Later, in The Fatal Conceit (1988), he mocked the person who thought that he could shape the world around him according to his wishes! What Hayek expounded in these two essays is applicable in terms of DeepSeek`s implications.
First, since the advent of the printing press that ended the church`s monopoly on knowledge (books at that time were hard to find outside churches), the dispersion of knowledge has enjoyed an unstoppable march, with the only difference being methodology and the pace of its utilisation. Knowledge of AI is no different: it has spread around the globe, differing only in quality and utilisation. The billions of dollars poured into AI and its applications are those price signals that guide the resource flows (investments). All this happened without a central planner dumping `plans` from above.More telling, though, was the shattering of attempts by leading AI folks in the US and their government to shape the narrative as per their wishes, something that Hayek had prophetically warned against (the CHIPS Act of 2002, which prohibited sophisticated chip manufacturing in China, is one reflection of this attempt, along with Trump`s recent $500bn StarGate).
DeepSeek shattered that ambition, demonstrating that in the age of dispersed information and globally connected markets, forcing someone`s will upon the markets was likely to be a futile attempt, with significant pitfalls. And in shattering the attempted monopoly and irrational exuberance, it unfurled a black swan that has engulfed the AI world.

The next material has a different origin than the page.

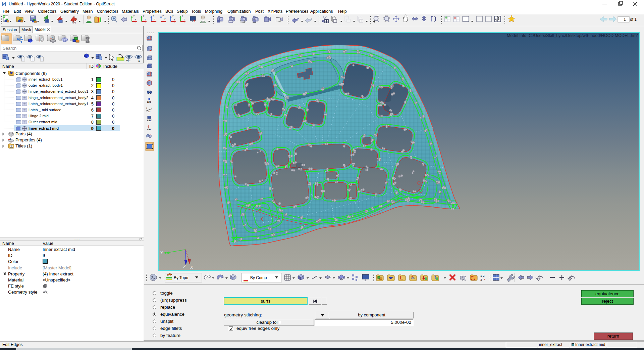  What do you see at coordinates (148, 99) in the screenshot?
I see `svg-text: i` at bounding box center [148, 99].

So from a policymaking perspective, the lesson is that governments should focus on the incentive structure and relative context rather than act as all-knowing entities that want to impose their own will upon the markets and other countries to undermine them. The same is true for entrepreneurs. Unfortunately, not many heed this lesson DeepSeek has been subjected to malicious cyberattacks since its launch.
From a historical perspective, technology has always served as a double-edged sword, with its benefits as well as costs. The age of AI is no different its good and bad consequences can be colossal. The DeepSeek episode is but a reflection of what could be in store for markets. Many are predicting the increased probability or likelihood that such tail-end `black swans` may become more frequent in the future. But then again, probabilities are probabilities, not certainties! The only thing that is certain is that human existence has always been complemented by an element of uncertainty as well as the fact that knowledge in society has never been perfect. From the Justinian Plague to the Great Depression, the Great Recession and Covid-19 it is obvious that there is always a chance that some unforeseen event can upend the normal workings of the world and markets. The writer is an economist. His current research focuses on cost-benefit analysis of foreign-funded PSDP projects, economic reforms and the history of economic thought.